Organizers of the Consumer Electronics Show reported the official, audit-verified attendance for the 2009 CES on Thursday and the results weren’t pretty.
Attendance was 113,085, down 20% from a year earlier because of the global recession, for the Jan. 8-11 show in Las Vegas. That’s the smallest attendance for the annual show since 2002, when 99,961 attended after the Sept. 11, 2001, terrorist attacks.
Despite the smaller attendance, CES is still the world’s largest annual tradeshow for consumer technology and the largest tradeshow of any kind in the U.S.
The number of exhibitors at the show dipped 10% to 2,700. The exhibit space was 8% smaller at 1.7 million net square feet.
One area where the CES grew was in media attendance. The show’s organizer, the Consumer Electronics Association, says “more than 4,500” journalists were at the 2009 show. That’s up from the “4,000 plus” reported for the 2008 show.
The 2010 International CES is scheduled for Jan. 7-10 in Las Vegas.
In previous years, CES had to compete for media attention with Macworld in San Francisco. Not so in 2010.
Faced with putting on its first Macworld without Apple’s participation, show organizer IDG delayed the tradeshow a month to Feb. 9-13. (It was originally scheduled for Jan. 4-8, overlapping with CES.)
Looking to put the hurt on Macworld, CES is planning a new pavilion devoted to Apple products at the 2010 show.
Announced shortly after this year’s show, the iLounge Pavilion was originally floored with 4,000 net square feet of exhibit space. When that sold out quickly, organizers increased the space to 18,000 square feet within a couple of weeks.
Just last week, the CEA announced that the iLounge Pavilion was expanding to 25,000 square feet. The iLounge Pavilion will feature accessories and applications for Apple’s iPod, iPhone and Macintosh computers.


Search the records below for the string "ffffff" and copy each line where it turns up.

** Input data follows **

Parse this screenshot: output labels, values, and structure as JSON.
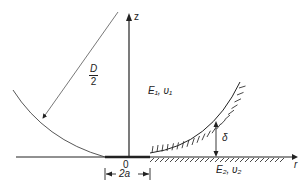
{
  "figure": {
    "axes": {
      "vertical_label": "z",
      "horizontal_label": "r",
      "origin_label": "0"
    },
    "labels": {
      "radius_numerator": "D",
      "radius_denominator": "2",
      "upper_body": "E₁, υ₁",
      "lower_body": "E₂, υ₂",
      "gap": "δ",
      "contact_width": "2a"
    },
    "colors": {
      "line": "#222222",
      "thin_line": "#555555",
      "background": "#ffffff"
    }
  }
}
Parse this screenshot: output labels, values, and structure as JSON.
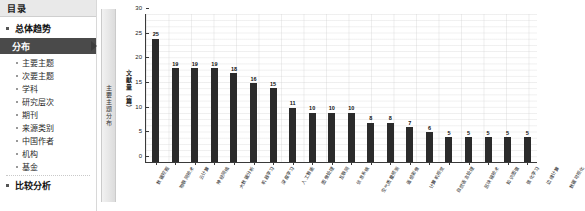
{
  "sidebar": {
    "header_title": "目录",
    "items": [
      {
        "label": "总体趋势",
        "type": "top"
      },
      {
        "label": "分布",
        "type": "selected"
      },
      {
        "label": "主要主题",
        "type": "sub"
      },
      {
        "label": "次要主题",
        "type": "sub"
      },
      {
        "label": "学科",
        "type": "sub"
      },
      {
        "label": "研究层次",
        "type": "sub"
      },
      {
        "label": "期刊",
        "type": "sub"
      },
      {
        "label": "来源类别",
        "type": "sub"
      },
      {
        "label": "中国作者",
        "type": "sub"
      },
      {
        "label": "机构",
        "type": "sub"
      },
      {
        "label": "基金",
        "type": "sub"
      },
      {
        "label": "比较分析",
        "type": "top"
      }
    ]
  },
  "vertical_tab": {
    "label": "主要主题分布"
  },
  "chart_data": {
    "type": "bar",
    "title": "",
    "xlabel": "",
    "ylabel": "文献量（篇）",
    "ylim": [
      0,
      30
    ],
    "yticks": [
      0,
      5,
      10,
      15,
      20,
      25,
      30
    ],
    "grid": true,
    "legend": "none",
    "categories": [
      "数据挖掘",
      "物联网技术",
      "云计算",
      "神经网络",
      "大数据分析",
      "机器学习",
      "深度学习",
      "人工智能",
      "图像处理",
      "互联网",
      "信息系统",
      "空气质量预测",
      "遥感影像",
      "计算机视觉",
      "自然语言处理",
      "区块链技术",
      "知识图谱",
      "强化学习",
      "边缘计算",
      "数据可视化"
    ],
    "values": [
      25,
      19,
      19,
      19,
      18,
      16,
      15,
      11,
      10,
      10,
      10,
      8,
      8,
      7,
      6,
      5,
      5,
      5,
      5,
      5
    ],
    "bar_color": "#2b2b2b"
  }
}
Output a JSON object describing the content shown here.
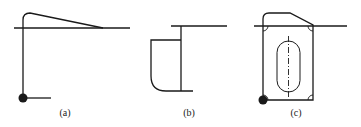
{
  "figure": {
    "panels": [
      {
        "id": "a",
        "label": "(a)"
      },
      {
        "id": "b",
        "label": "(b)"
      },
      {
        "id": "c",
        "label": "(c)"
      }
    ]
  },
  "colors": {
    "stroke": "#1a1a1a",
    "background": "#ffffff"
  }
}
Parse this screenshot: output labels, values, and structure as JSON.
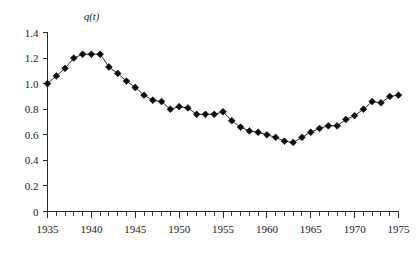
{
  "chart_data": {
    "type": "line",
    "title": "",
    "subtitle": "",
    "ylabel": "q(t)",
    "xlabel": "",
    "x": [
      1935,
      1936,
      1937,
      1938,
      1939,
      1940,
      1941,
      1942,
      1943,
      1944,
      1945,
      1946,
      1947,
      1948,
      1949,
      1950,
      1951,
      1952,
      1953,
      1954,
      1955,
      1956,
      1957,
      1958,
      1959,
      1960,
      1961,
      1962,
      1963,
      1964,
      1965,
      1966,
      1967,
      1968,
      1969,
      1970,
      1971,
      1972,
      1973,
      1974,
      1975
    ],
    "values": [
      1.0,
      1.06,
      1.12,
      1.2,
      1.23,
      1.23,
      1.23,
      1.13,
      1.08,
      1.02,
      0.97,
      0.91,
      0.87,
      0.86,
      0.8,
      0.82,
      0.81,
      0.76,
      0.76,
      0.76,
      0.78,
      0.71,
      0.66,
      0.63,
      0.62,
      0.6,
      0.58,
      0.55,
      0.54,
      0.58,
      0.62,
      0.65,
      0.67,
      0.67,
      0.72,
      0.75,
      0.8,
      0.86,
      0.85,
      0.9,
      0.91
    ],
    "series": [
      {
        "name": "q(t)",
        "marker": "diamond",
        "color": "#0d0d0d"
      }
    ],
    "xlim": [
      1935,
      1975
    ],
    "ylim": [
      0,
      1.4
    ],
    "x_major_ticks": [
      1935,
      1940,
      1945,
      1950,
      1955,
      1960,
      1965,
      1970,
      1975
    ],
    "x_major_tick_labels": [
      "1935",
      "1940",
      "1945",
      "1950",
      "1955",
      "1960",
      "1965",
      "1970",
      "1975"
    ],
    "x_minor_tick_step": 1,
    "y_major_ticks": [
      0,
      0.2,
      0.4,
      0.6,
      0.8,
      1.0,
      1.2,
      1.4
    ],
    "y_major_tick_labels": [
      "0",
      "0.2",
      "0.4",
      "0.6",
      "0.8",
      "1.0",
      "1.2",
      "1.4"
    ],
    "grid": false,
    "legend": false,
    "legend_position": "none",
    "axis_color": "#2b2b2b",
    "background": "#ffffff"
  }
}
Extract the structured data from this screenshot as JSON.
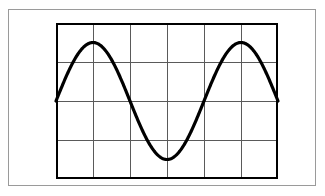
{
  "figure": {
    "title": "",
    "background_color": "#ffffff",
    "outer_border_color": "#9a9a9a",
    "grid_border_color": "#000000",
    "grid_line_color": "#5a5a5a",
    "curve_color": "#000000"
  },
  "chart_data": {
    "type": "line",
    "title": "",
    "xlabel": "",
    "ylabel": "",
    "grid": true,
    "legend": false,
    "xlim": [
      0,
      6
    ],
    "ylim": [
      -2,
      2
    ],
    "xticks": [
      0,
      1,
      2,
      3,
      4,
      5,
      6
    ],
    "yticks": [
      -2,
      -1,
      0,
      1,
      2
    ],
    "xtick_labels": [
      "",
      "",
      "",
      "",
      "",
      "",
      ""
    ],
    "ytick_labels": [
      "",
      "",
      "",
      "",
      ""
    ],
    "grid_columns": 6,
    "grid_rows": 4,
    "series": [
      {
        "name": "cosine wave",
        "equation": "y = 1.5 cos(2*pi*(x-1)/4)",
        "amplitude": 1.5,
        "period": 4,
        "phase_x_of_first_peak": 1,
        "x": [
          0.0,
          0.25,
          0.5,
          0.75,
          1.0,
          1.25,
          1.5,
          1.75,
          2.0,
          2.25,
          2.5,
          2.75,
          3.0,
          3.25,
          3.5,
          3.75,
          4.0,
          4.25,
          4.5,
          4.75,
          5.0,
          5.25,
          5.5,
          5.75,
          6.0
        ],
        "y": [
          0.0,
          0.574,
          1.061,
          1.386,
          1.5,
          1.386,
          1.061,
          0.574,
          0.0,
          -0.574,
          -1.061,
          -1.386,
          -1.5,
          -1.386,
          -1.061,
          -0.574,
          0.0,
          0.574,
          1.061,
          1.386,
          1.5,
          1.386,
          1.061,
          0.574,
          0.0
        ]
      }
    ],
    "annotations": {
      "peaks": [
        {
          "x": 1,
          "y": 1.5
        },
        {
          "x": 5,
          "y": 1.5
        }
      ],
      "troughs": [
        {
          "x": 3,
          "y": -1.5
        }
      ],
      "zero_crossings": [
        {
          "x": 0,
          "y": 0
        },
        {
          "x": 2,
          "y": 0
        },
        {
          "x": 4,
          "y": 0
        },
        {
          "x": 6,
          "y": 0
        }
      ]
    }
  }
}
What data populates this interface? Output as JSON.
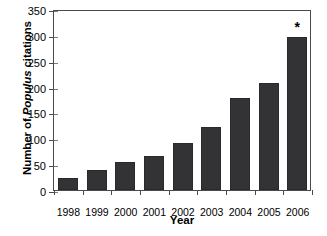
{
  "chart_data": {
    "type": "bar",
    "title": "",
    "xlabel": "Year",
    "ylabel": "Number of Populus citations",
    "ylabel_parts": {
      "prefix": "Number of ",
      "italic": "Populus",
      "suffix": " citations"
    },
    "categories": [
      "1998",
      "1999",
      "2000",
      "2001",
      "2002",
      "2003",
      "2004",
      "2005",
      "2006"
    ],
    "values": [
      23,
      38,
      54,
      65,
      91,
      122,
      177,
      207,
      296
    ],
    "ylim": [
      0,
      350
    ],
    "yticks": [
      0,
      50,
      100,
      150,
      200,
      250,
      300,
      350
    ],
    "ytick_labels": [
      "0",
      "50",
      "100",
      "150",
      "200",
      "250",
      "300",
      "350"
    ],
    "grid": false,
    "legend": null,
    "bar_color": "#333335",
    "axis_color": "#4a4a4a",
    "background": "#ffffff",
    "annotations": [
      {
        "category": "2006",
        "text": "*",
        "position": "above-bar"
      }
    ]
  }
}
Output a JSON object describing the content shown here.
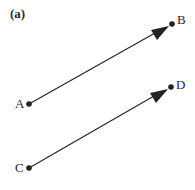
{
  "figure": {
    "panel_label": "(a)",
    "colors": {
      "ink": "#222222",
      "label": "#2a2a2a",
      "background": "#ffffff"
    },
    "points": [
      {
        "id": "A",
        "label": "A",
        "x": 29,
        "y": 104
      },
      {
        "id": "B",
        "label": "B",
        "x": 172,
        "y": 24
      },
      {
        "id": "C",
        "label": "C",
        "x": 29,
        "y": 168
      },
      {
        "id": "D",
        "label": "D",
        "x": 171,
        "y": 87
      }
    ],
    "vectors": [
      {
        "from": "A",
        "to": "B"
      },
      {
        "from": "C",
        "to": "D"
      }
    ]
  }
}
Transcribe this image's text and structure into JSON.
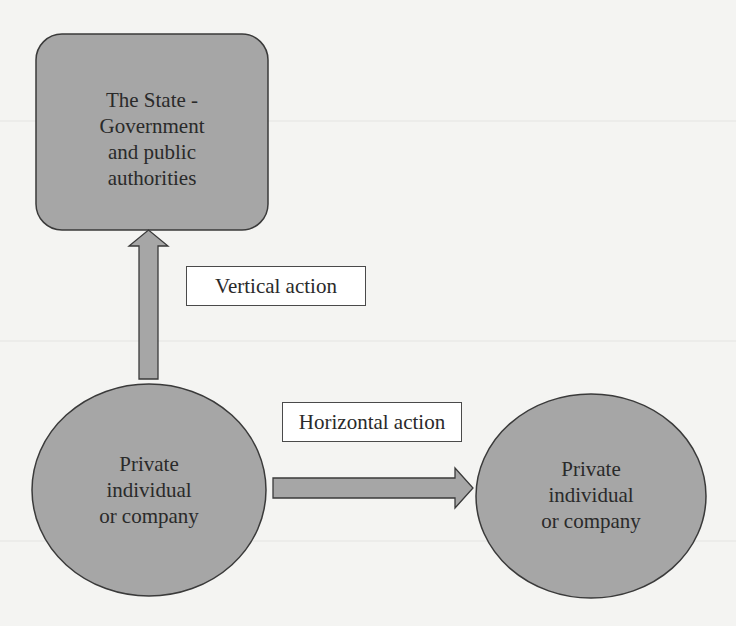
{
  "diagram": {
    "colors": {
      "shape_fill": "#a6a6a6",
      "shape_stroke": "#3a3a3a",
      "label_box_fill": "#ffffff",
      "background": "#f4f4f2"
    },
    "nodes": {
      "state": {
        "shape": "rounded-rectangle",
        "lines": [
          "The State -",
          "Government",
          "and public",
          "authorities"
        ]
      },
      "private_left": {
        "shape": "ellipse",
        "lines": [
          "Private",
          "individual",
          "or company"
        ]
      },
      "private_right": {
        "shape": "ellipse",
        "lines": [
          "Private",
          "individual",
          "or company"
        ]
      }
    },
    "edges": {
      "vertical": {
        "from": "private_left",
        "to": "state",
        "label": "Vertical action"
      },
      "horizontal": {
        "from": "private_left",
        "to": "private_right",
        "label": "Horizontal action"
      }
    }
  }
}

** End of Input data **

Reply ▸
      "background": "#ffffff"
    "background": "#ffffff"
    "background": "#ffffff"
    "background_color": "#ffffff",
    "background": "#ffffff",
      "background": "#ffffff"
      "label_box_fill": "#ffffff",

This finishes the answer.